A year of the immunotherapy nivolumab (Opdivo) given after lung cancer surgery did not lengthen the time patients lived free of recurrence, according to the federally sponsored ANVIL trial published in JAMA. The negative result stands apart from a string of positive adjuvant immunotherapy studies and tempers expectations for checkpoint blockade in earlier-stage disease.

ANVIL (NCT02595944), sponsored by the National Cancer Institute, was a randomized phase 3 study run at 378 sites in the US National Clinical Trials Network. Between May 2016 and September 2019 it enrolled patients with resected stage IB (at least 4 cm), II, or IIIA non-small cell lung cancer without sensitizing EGFR or ALK alterations, all of whom had completed planned adjuvant chemotherapy and/or radiotherapy. In total, 935 patients were randomized: 466 to nivolumab (480 mg intravenously every 4 weeks for up to one year) and 469 to observation.

No benefit on the co-primary endpoint

Disease-free survival, a co-primary endpoint alongside overall survival, showed no advantage. Median disease-free survival was 71.3 months with nivolumab versus 68.8 months with observation (hazard ratio for progression or death, 0.97; 97% CI, 0.79-1.20; 1-sided P = .39). In the prespecified subgroup with PD-L1 expression of 50% or higher, the hazard ratio was 0.86 (98% CI, 0.55-1.34; P = .22), also not significant.

“Adjuvant nivolumab was not associated with improved disease-free survival,” the authors concluded.

Because overall survival was to be tested only if disease-free survival was positive, it was not formally analyzed; an exploratory look showed a hazard ratio of 1.02 (95% CI, 0.82-1.26) in the overall population after a median follow-up of 72.6 months. Grade 3 to 5 treatment-related toxicities occurred in 116 nivolumab patients (25%), including two fatal respiratory events.

The result contrasts with adjuvant immunotherapy regimens that have won approval, and the authors note that nivolumab here was given after, rather than concurrent with, chemotherapy. The wide confidence interval crossing 1.0 leaves little room for a hidden benefit. Association is not causation, and these data do not constitute medical advice.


Exercise requirements
Scan the entries below for the word "chicken" and copy every line in which it occurs.

=== Dataset records ===

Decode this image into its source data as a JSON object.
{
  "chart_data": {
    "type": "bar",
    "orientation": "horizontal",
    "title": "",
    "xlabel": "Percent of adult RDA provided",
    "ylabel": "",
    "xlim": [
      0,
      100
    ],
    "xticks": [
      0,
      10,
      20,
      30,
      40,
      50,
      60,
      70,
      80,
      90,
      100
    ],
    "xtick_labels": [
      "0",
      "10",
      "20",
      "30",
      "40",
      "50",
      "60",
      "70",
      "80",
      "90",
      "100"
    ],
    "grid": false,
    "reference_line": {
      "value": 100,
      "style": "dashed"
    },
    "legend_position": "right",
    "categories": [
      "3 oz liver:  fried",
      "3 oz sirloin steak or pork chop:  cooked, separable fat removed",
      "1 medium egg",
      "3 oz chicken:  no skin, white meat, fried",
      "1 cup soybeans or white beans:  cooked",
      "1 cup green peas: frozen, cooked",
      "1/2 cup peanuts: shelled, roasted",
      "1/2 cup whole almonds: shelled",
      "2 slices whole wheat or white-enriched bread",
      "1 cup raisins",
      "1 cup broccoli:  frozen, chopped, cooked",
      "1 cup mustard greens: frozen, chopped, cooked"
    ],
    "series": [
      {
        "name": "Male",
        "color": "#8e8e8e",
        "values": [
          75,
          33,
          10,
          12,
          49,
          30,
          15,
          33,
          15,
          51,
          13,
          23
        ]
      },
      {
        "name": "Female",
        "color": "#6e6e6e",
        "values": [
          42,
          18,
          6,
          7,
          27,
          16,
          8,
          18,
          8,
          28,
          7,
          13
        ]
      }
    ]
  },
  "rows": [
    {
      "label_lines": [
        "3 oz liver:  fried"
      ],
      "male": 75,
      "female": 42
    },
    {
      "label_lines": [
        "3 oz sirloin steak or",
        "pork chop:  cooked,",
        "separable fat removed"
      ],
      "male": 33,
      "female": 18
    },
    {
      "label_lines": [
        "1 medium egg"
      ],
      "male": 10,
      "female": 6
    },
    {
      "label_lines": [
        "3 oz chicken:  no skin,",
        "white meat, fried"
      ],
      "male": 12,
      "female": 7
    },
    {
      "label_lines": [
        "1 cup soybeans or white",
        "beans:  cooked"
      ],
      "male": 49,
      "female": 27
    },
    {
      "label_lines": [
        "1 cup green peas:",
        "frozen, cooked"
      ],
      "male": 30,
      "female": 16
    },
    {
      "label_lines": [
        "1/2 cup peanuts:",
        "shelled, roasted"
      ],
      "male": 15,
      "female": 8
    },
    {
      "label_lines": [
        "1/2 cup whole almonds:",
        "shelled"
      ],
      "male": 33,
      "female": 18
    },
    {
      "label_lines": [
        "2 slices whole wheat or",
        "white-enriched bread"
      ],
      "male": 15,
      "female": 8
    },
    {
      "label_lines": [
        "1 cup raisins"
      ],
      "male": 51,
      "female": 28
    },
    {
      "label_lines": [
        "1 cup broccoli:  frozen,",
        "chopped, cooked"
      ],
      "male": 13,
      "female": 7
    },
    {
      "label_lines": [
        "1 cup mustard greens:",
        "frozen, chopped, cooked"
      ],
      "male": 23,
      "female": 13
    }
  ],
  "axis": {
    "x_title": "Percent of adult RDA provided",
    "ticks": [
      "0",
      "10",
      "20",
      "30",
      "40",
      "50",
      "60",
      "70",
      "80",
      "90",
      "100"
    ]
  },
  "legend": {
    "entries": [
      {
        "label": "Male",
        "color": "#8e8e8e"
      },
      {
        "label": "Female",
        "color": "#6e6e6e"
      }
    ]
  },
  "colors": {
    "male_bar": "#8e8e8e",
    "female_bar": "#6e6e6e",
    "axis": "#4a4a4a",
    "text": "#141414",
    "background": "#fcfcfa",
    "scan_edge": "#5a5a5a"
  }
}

===

The answer
      "3 oz chicken:  no skin, white meat, fried",
        "3 oz chicken:  no skin,",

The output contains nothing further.